→ **ACTIVITY**: Write out only the final part of the records below. It begins with the line that contains "Identify the location of Defektes Produkt." and ends with the last line.

→ **Collected data**:

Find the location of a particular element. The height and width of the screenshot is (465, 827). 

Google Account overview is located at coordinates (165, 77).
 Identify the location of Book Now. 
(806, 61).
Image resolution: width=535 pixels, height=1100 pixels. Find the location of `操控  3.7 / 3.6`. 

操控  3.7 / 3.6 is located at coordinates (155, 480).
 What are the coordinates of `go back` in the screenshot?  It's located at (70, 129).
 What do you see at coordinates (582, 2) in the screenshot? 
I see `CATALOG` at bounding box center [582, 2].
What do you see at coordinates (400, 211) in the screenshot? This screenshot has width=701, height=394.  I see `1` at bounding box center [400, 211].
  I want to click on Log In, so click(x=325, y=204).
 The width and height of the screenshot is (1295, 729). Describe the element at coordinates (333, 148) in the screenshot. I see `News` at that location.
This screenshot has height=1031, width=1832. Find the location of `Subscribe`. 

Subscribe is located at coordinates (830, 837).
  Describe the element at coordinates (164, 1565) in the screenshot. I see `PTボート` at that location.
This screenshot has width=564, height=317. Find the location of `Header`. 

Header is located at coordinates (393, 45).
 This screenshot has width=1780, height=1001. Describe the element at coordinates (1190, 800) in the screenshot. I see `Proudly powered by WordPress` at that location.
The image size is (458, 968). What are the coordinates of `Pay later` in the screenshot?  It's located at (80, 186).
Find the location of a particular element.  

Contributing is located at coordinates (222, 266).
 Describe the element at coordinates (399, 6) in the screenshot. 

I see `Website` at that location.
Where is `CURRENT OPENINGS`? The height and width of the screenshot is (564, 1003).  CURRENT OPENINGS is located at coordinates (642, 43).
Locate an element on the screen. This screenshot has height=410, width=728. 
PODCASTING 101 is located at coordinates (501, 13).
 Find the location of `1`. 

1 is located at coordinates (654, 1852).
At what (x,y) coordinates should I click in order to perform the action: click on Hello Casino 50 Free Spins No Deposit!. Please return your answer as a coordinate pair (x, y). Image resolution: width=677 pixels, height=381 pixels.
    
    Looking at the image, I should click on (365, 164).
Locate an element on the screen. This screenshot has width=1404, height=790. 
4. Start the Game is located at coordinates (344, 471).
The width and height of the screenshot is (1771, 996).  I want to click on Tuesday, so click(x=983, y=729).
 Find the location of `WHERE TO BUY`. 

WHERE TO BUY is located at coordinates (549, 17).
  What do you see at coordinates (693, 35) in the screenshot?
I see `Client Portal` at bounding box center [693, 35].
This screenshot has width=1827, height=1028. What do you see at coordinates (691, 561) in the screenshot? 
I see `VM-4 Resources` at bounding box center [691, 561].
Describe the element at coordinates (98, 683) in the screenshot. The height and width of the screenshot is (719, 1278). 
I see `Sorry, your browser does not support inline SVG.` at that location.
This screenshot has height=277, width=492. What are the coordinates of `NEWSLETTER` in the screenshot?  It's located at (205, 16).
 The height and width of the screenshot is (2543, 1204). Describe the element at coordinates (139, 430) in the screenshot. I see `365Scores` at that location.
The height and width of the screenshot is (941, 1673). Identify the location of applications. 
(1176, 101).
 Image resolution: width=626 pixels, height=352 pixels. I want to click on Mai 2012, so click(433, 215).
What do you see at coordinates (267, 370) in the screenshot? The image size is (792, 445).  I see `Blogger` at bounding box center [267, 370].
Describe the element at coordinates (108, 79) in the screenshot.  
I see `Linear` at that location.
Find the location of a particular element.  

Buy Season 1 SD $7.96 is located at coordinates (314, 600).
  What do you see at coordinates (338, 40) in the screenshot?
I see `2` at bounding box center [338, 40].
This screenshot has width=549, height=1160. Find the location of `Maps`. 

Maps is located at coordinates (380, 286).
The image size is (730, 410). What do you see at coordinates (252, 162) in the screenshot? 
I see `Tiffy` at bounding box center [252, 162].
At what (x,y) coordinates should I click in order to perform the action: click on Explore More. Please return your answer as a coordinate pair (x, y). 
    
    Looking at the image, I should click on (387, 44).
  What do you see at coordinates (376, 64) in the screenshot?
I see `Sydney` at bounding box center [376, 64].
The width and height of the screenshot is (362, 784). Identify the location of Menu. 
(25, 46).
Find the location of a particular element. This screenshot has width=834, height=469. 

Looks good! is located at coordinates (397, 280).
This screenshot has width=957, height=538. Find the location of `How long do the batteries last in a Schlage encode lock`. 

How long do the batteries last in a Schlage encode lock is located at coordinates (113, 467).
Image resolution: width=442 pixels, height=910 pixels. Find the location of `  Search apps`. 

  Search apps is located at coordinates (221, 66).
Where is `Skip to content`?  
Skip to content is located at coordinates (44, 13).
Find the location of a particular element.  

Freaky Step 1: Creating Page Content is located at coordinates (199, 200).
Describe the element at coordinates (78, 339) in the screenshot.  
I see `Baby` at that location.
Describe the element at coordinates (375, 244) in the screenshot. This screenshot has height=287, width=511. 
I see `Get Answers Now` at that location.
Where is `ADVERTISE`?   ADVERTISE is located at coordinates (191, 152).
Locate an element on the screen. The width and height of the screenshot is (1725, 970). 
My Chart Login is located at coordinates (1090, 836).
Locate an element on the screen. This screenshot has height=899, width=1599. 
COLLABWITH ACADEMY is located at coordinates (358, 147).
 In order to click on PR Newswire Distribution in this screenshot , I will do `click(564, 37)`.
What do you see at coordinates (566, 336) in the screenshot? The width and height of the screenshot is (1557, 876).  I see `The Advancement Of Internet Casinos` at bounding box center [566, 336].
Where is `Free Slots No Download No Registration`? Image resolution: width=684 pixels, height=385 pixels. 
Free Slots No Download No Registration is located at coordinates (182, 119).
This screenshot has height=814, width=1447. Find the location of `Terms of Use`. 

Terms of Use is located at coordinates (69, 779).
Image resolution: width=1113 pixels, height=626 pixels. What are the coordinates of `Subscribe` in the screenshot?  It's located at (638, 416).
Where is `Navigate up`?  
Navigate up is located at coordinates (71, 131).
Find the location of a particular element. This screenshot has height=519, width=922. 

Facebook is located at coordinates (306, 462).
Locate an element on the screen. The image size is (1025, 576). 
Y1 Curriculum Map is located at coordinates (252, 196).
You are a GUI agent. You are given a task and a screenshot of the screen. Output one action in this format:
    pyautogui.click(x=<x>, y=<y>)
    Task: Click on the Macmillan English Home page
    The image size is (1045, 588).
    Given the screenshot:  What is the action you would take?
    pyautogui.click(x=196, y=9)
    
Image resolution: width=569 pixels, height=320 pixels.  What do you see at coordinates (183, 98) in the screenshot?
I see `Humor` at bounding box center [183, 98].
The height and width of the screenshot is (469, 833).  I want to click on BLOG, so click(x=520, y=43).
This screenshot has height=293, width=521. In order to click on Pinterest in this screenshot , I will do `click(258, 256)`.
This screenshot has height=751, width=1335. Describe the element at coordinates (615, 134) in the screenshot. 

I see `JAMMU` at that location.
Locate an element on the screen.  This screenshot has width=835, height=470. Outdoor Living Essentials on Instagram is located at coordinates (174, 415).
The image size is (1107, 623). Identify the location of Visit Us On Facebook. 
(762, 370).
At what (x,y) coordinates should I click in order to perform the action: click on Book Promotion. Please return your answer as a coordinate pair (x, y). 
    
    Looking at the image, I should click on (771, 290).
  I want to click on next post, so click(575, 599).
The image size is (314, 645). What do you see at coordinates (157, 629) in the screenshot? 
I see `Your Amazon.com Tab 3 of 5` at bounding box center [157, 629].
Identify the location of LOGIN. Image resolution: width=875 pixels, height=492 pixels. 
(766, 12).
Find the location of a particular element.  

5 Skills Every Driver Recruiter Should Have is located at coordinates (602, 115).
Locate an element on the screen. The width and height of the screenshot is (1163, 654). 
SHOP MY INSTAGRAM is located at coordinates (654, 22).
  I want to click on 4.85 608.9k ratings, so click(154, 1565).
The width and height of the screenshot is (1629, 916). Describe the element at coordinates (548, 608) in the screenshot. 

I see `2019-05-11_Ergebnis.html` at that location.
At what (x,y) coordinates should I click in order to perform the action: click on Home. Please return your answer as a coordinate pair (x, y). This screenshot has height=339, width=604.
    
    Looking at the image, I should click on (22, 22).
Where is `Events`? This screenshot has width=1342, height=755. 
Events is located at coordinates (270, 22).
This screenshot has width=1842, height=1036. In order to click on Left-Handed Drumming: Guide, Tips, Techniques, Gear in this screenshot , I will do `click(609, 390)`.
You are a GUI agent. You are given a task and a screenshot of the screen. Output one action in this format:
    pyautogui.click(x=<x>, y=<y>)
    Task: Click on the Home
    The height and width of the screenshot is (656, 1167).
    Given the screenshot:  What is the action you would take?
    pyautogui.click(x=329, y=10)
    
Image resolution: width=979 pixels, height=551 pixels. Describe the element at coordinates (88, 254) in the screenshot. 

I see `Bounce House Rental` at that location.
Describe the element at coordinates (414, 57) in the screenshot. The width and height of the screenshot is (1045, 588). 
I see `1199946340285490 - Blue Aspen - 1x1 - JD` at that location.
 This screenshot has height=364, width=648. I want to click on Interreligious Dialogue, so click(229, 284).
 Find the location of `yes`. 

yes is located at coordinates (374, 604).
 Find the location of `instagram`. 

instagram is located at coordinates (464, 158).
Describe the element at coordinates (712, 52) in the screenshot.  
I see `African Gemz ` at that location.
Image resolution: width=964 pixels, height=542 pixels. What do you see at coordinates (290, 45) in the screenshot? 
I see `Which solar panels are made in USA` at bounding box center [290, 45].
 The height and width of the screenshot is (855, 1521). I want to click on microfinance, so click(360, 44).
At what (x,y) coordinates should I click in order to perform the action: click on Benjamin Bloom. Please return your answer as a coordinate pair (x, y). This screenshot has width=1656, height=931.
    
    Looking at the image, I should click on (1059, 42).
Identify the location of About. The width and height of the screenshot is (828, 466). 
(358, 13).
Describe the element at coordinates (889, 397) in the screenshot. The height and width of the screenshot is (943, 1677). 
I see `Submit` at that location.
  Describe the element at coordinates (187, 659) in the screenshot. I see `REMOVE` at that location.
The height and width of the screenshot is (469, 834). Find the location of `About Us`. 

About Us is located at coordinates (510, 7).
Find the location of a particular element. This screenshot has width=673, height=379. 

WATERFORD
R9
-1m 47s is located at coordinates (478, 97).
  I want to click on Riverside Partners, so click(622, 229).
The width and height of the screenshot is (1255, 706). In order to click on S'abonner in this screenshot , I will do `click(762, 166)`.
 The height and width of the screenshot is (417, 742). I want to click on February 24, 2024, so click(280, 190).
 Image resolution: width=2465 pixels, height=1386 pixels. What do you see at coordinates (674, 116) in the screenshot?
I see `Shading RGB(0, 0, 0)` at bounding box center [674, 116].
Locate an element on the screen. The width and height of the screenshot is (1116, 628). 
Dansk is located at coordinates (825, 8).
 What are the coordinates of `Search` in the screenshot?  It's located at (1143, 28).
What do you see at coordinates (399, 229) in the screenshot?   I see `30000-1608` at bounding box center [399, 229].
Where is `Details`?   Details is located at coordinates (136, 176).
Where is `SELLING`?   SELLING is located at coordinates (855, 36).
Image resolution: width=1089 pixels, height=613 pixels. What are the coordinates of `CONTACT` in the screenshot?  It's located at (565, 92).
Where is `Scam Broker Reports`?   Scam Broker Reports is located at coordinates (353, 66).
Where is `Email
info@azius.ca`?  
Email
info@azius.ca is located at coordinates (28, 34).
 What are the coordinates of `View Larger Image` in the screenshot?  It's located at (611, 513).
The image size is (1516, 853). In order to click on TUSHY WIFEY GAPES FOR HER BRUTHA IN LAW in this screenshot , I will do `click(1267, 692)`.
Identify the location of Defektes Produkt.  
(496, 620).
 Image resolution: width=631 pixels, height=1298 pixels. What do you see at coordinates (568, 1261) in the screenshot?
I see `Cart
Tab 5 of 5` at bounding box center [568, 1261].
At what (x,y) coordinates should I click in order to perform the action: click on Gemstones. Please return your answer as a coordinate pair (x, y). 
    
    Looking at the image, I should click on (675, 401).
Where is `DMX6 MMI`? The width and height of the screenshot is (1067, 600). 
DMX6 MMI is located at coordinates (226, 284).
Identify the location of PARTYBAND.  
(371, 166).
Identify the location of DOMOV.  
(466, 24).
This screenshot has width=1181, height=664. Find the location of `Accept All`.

→ **RESULT FOR THIS TASK**:
Identify the location of Defektes Produkt.  
(496, 620).
 Image resolution: width=631 pixels, height=1298 pixels. What do you see at coordinates (568, 1261) in the screenshot?
I see `Cart
Tab 5 of 5` at bounding box center [568, 1261].
At what (x,y) coordinates should I click in order to perform the action: click on Gemstones. Please return your answer as a coordinate pair (x, y). 
    
    Looking at the image, I should click on (675, 401).
Where is `DMX6 MMI`? The width and height of the screenshot is (1067, 600). 
DMX6 MMI is located at coordinates (226, 284).
Identify the location of PARTYBAND.  
(371, 166).
Identify the location of DOMOV.  
(466, 24).
This screenshot has width=1181, height=664. Find the location of `Accept All`.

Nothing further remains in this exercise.